Us narrative non-fiction guys and gals are pretty dependent on the quality of the stories we discover. A story swallows a massive chunk of your life if you decide to write a book about it: you’d better hope you fall in love with it.
The first glimmer of this story came to me from Charlie Fowler, a climbing partner with whom I ascended Cerro Torre, spent the night on top, and watched the sunrise from the summit. (An event that climaxes “The Cerro Torre Campaign” chapter of my book Enduring Patagonia.) Charlie was an astonishingly experienced climber, and besides Patagonia, his other adventuring obsession was the mountains of Central Asia.
Back stateside from explorations along the Tibet/China frontier, Charlie sent me an email in January 2002: “Greg, I keep hearing stories of these old World War II American plane wrecks in the Eastern Himalaya. You’re a military history guy and a mountaineer; you should spark up a story on that.”
I recognized the kernel of a good idea, and as a lifetime WWII history buff, I surmised those wrecks were probably relics of the airlift from India to China the U.S. prosecuted over “The Hump” during the war (the Hump being the eastern spur of the Himalayas that drops down the Burma/China border), but I was in Oman on a National Geographic assignment at the time. I didn’t get around to researching Charlie’s idea until six months later.
When I did, my initial “flying the Hump” web search quickly stumbled across a website called cnac.org – the unofficial/official repository of all things related to the China National Aviation Corporation (CNAC), a civil airline partnership between Pan American Airways and the Nationalist Chinese government of Chiang Kai-shek that flew and fought in China from 1929-1949.
(cnac.org is run by Tom Moore, nephew of a CNAC pilot named Emil Scott who was killed leaving Kunming, China in early 1942, and it’s an absolute goldmine of information, even if it can be a little hard to find the best pages.)
I perused the website, getting more and more intrigued. I’d consider myself pretty well-versed in World War II aviation history, and I knew many of the tales that seemed to orbit the CNAC story – among them Pan Am’s transpacific flying, the Flying Tigers, and the Hump flying – but I’d never even heard of the airline that seemed to have played such a pivotal role in those significant and well-known events.
Quite by chance, I stumbled through the website’s reunions page and noticed they had an reunion scheduled only three weeks hence, and it was in San Francisco, twenty miles from my home in Walnut Creek. With some trepidations, I called Bill Maher, President of the CNAC Association, introduced myself, and explained that I might be interested in writing a book about his airline. I asked if I could attend the reunion. “Hell yes!” thundered Bill, one the airline’s former Hump pilots. “Come on over. We’ve got great stories.”
I attended, and Bill was right. He and his brethren positively oozed incredible stories and adventures. I was hooked. Driving away from the reunion, I was physically shaking, convinced I’d just discovered an untold, compelling, and significant story – one I was meant to tell.
Sadly, Charlie Fowler won’t ever enjoy the fruit of the seed he planted – he was killed by an avalanche in China in 2006.
I lost your email. Someone pirate it. I want get in contact with you. Please reply. Bob Andrade
Bob, it’s gregorycrouch@sbcglobal.net. I look forward to hearing from you.
Greg,
I would really enjoy meeting some of those men, and hearing their stories. I always marvel at their ingenuity and courage, risking life and survival with little more than their wit. The evolution of flying has unfortunately turned the pilots into computer operators, and in many cases little “seat of the pants” ability. I am thankful to have flown some of both generations of equipment. I played golf this past week with an instructor pilot at United, formerly flew the C-141 as I did, only 10 years after me. We discussed the type of pilot turned out by the program run by the Air Force for that plane. Due to the necessity of operating completely on your own in 3rd world countries, the average C-141 aircraft commander, is distinct in our minds as the best aviators we ever worked with.
Donny Griffin
Donny, in that case, you should consider coming to the next CNAC reunion. Very interesting observation about C-141 pilots. I parachuted out of that plane a few times, most memorably at the end of a long nap of the earth flight to Dugway Proving Grounds, Utah, at the start of the desert phase of Ranger School. So many guys were getting sick on that low-level we were all dying to get out. I was platoon sergeant for that mission, the last guy out, and once I’d got under my chute, I remember watching guys either slamming into the airfield pavement or landing in cactus and sharp brush just to the sides. One guy had a stick go completely up his nose and carve a hole out of his sinus cavity. Blood everywhere. As luck would have it, I landed directly atop a small pile of construction sand right off the end of the runway. Softest parachute landing I ever had.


- _YOUR OBJECTIVE_
Starting at the line that contains "Where is each", return every line through the end of the data exactly, without pictures.

(Extracts from a graphics dataset)
::::
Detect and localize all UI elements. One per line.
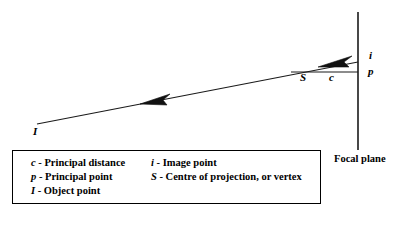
- projection-ray-line: [37, 62, 358, 124]
- label-principal-distance: c: [329, 72, 334, 83]
- legend-entry-dash: -: [35, 185, 44, 196]
- legend-entry: p - Principal point: [31, 170, 125, 184]
- diagram-canvas: I S c i p Focal plane c - Principal dist…: [0, 0, 407, 225]
- legend-entry-description: Object point: [44, 185, 100, 196]
- label-object-point: I: [33, 126, 37, 137]
- legend-entry-description: Principal distance: [44, 157, 125, 168]
- label-image-point: i: [369, 50, 372, 61]
- label-principal-point: p: [368, 66, 374, 77]
- legend-entry: i - Image point: [151, 156, 302, 170]
- legend-entry: S - Centre of projection, or vertex: [151, 170, 302, 184]
- legend-entry-dash: -: [157, 171, 166, 182]
- legend-entry-description: Image point: [163, 157, 217, 168]
- legend-entry-dash: -: [154, 157, 163, 168]
- legend-entry: I - Object point: [31, 184, 125, 198]
- legend-entry: c - Principal distance: [31, 156, 125, 170]
- legend-entry-description: Principal point: [45, 171, 112, 182]
- legend-column-left: c - Principal distancep - Principal poin…: [31, 156, 125, 198]
- legend-entry-description: Centre of projection, or vertex: [166, 171, 302, 182]
- legend-entry-dash: -: [36, 171, 45, 182]
- legend-column-right: i - Image pointS - Centre of projection,…: [151, 156, 302, 184]
- legend-box: c - Principal distancep - Principal poin…: [12, 150, 321, 204]
- ray-arrowhead-near-focal-plane: [318, 56, 352, 67]
- focal-plane-label: Focal plane: [334, 154, 386, 165]
- label-centre-of-projection: S: [300, 72, 306, 83]
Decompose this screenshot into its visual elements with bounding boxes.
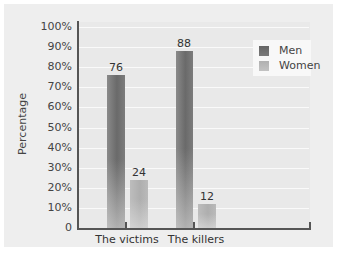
bar-victims-women xyxy=(130,180,148,228)
x-tick-victims xyxy=(125,222,127,229)
ytick-100: 100% xyxy=(30,21,72,33)
bar-killers-women xyxy=(198,204,216,228)
bar-killers-men xyxy=(176,51,193,228)
legend: Men Women xyxy=(253,40,311,76)
men-swatch-icon xyxy=(259,46,269,56)
label-killers-women: 12 xyxy=(192,191,222,203)
legend-label-women: Women xyxy=(279,59,320,72)
ytick-50: 50% xyxy=(30,122,72,134)
bar-victims-men xyxy=(107,75,125,228)
legend-label-men: Men xyxy=(279,44,302,57)
ytick-20: 20% xyxy=(30,182,72,194)
ytick-70: 70% xyxy=(30,81,72,93)
ytick-40: 40% xyxy=(30,142,72,154)
ytick-60: 60% xyxy=(30,101,72,113)
ytick-10: 10% xyxy=(30,202,72,214)
y-axis xyxy=(77,21,79,229)
label-victims-women: 24 xyxy=(124,167,154,179)
label-victims-men: 76 xyxy=(101,62,131,74)
y-axis-label: Percentage xyxy=(16,93,29,155)
ytick-90: 90% xyxy=(30,41,72,53)
category-label-victims: The victims xyxy=(95,233,158,246)
ytick-30: 30% xyxy=(30,162,72,174)
ytick-80: 80% xyxy=(30,61,72,73)
category-label-killers: The killers xyxy=(168,233,225,246)
gridline-100 xyxy=(79,27,309,28)
women-swatch-icon xyxy=(259,61,269,71)
label-killers-men: 88 xyxy=(169,38,199,50)
ytick-0: 0 xyxy=(30,222,72,234)
x-tick-end xyxy=(309,222,311,229)
x-tick-killers xyxy=(193,222,195,229)
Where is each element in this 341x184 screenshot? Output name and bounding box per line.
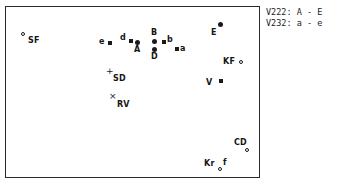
filled-circle-marker — [218, 22, 223, 27]
small-ring-marker — [21, 32, 25, 36]
point-label-v: V — [206, 78, 212, 87]
filled-square-marker — [108, 41, 112, 45]
point-label-sd: SD — [113, 74, 126, 83]
point-label-sf: SF — [28, 36, 40, 45]
point-label-a-upper: A — [134, 45, 140, 54]
filled-square-marker — [162, 40, 166, 44]
small-ring-marker — [239, 60, 243, 64]
point-label-b-upper: B — [151, 28, 157, 37]
small-ring-marker — [245, 148, 249, 152]
point-label-d-lower: d — [120, 33, 126, 42]
point-label-cd: CD — [234, 138, 247, 147]
point-label-kr: Kr — [204, 159, 215, 168]
filled-square-marker — [175, 47, 179, 51]
legend-row-v232: V232: a - e — [266, 18, 340, 29]
point-label-kf: KF — [223, 57, 235, 66]
point-label-rv: RV — [117, 100, 130, 109]
point-label-e-upper: E — [211, 28, 216, 37]
point-label-b-lower: b — [167, 35, 173, 44]
filled-square-marker — [129, 39, 133, 43]
filled-square-marker — [219, 79, 223, 83]
plot-area: SF e d A B D b — [5, 6, 260, 178]
legend-row-v222: V222: A - E — [266, 7, 340, 18]
filled-circle-marker — [152, 39, 157, 44]
legend: V222: A - E V232: a - e — [266, 7, 340, 29]
point-label-d-upper: D — [151, 52, 158, 61]
cross-marker: × — [109, 93, 116, 100]
point-label-f-lower: f — [223, 158, 226, 167]
plus-marker: + — [106, 68, 113, 75]
small-ring-marker — [218, 167, 222, 171]
point-label-e-lower: e — [99, 37, 104, 46]
scatter-plot-figure: SF e d A B D b — [0, 0, 341, 184]
point-label-a-lower: a — [180, 44, 185, 53]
::::
- _WRITTEN REPLY_
Where is each element in this 341x184 screenshot? Output name and bounding box per line.
filled-circle-marker — [218, 22, 223, 27]
small-ring-marker — [21, 32, 25, 36]
point-label-v: V — [206, 78, 212, 87]
filled-square-marker — [108, 41, 112, 45]
point-label-sd: SD — [113, 74, 126, 83]
point-label-sf: SF — [28, 36, 40, 45]
point-label-a-upper: A — [134, 45, 140, 54]
filled-square-marker — [162, 40, 166, 44]
small-ring-marker — [239, 60, 243, 64]
point-label-b-upper: B — [151, 28, 157, 37]
small-ring-marker — [245, 148, 249, 152]
point-label-d-lower: d — [120, 33, 126, 42]
point-label-cd: CD — [234, 138, 247, 147]
point-label-kr: Kr — [204, 159, 215, 168]
filled-square-marker — [175, 47, 179, 51]
legend-row-v232: V232: a - e — [266, 18, 340, 29]
point-label-kf: KF — [223, 57, 235, 66]
point-label-rv: RV — [117, 100, 130, 109]
point-label-e-upper: E — [211, 28, 216, 37]
point-label-b-lower: b — [167, 35, 173, 44]
filled-square-marker — [129, 39, 133, 43]
filled-square-marker — [219, 79, 223, 83]
plot-area: SF e d A B D b — [5, 6, 260, 178]
legend-row-v222: V222: A - E — [266, 7, 340, 18]
filled-circle-marker — [152, 39, 157, 44]
legend: V222: A - E V232: a - e — [266, 7, 340, 29]
point-label-d-upper: D — [151, 52, 158, 61]
cross-marker: × — [109, 93, 116, 100]
point-label-f-lower: f — [223, 158, 226, 167]
plus-marker: + — [106, 68, 113, 75]
small-ring-marker — [218, 167, 222, 171]
point-label-e-lower: e — [99, 37, 104, 46]
scatter-plot-figure: SF e d A B D b — [0, 0, 341, 184]
point-label-a-lower: a — [180, 44, 185, 53]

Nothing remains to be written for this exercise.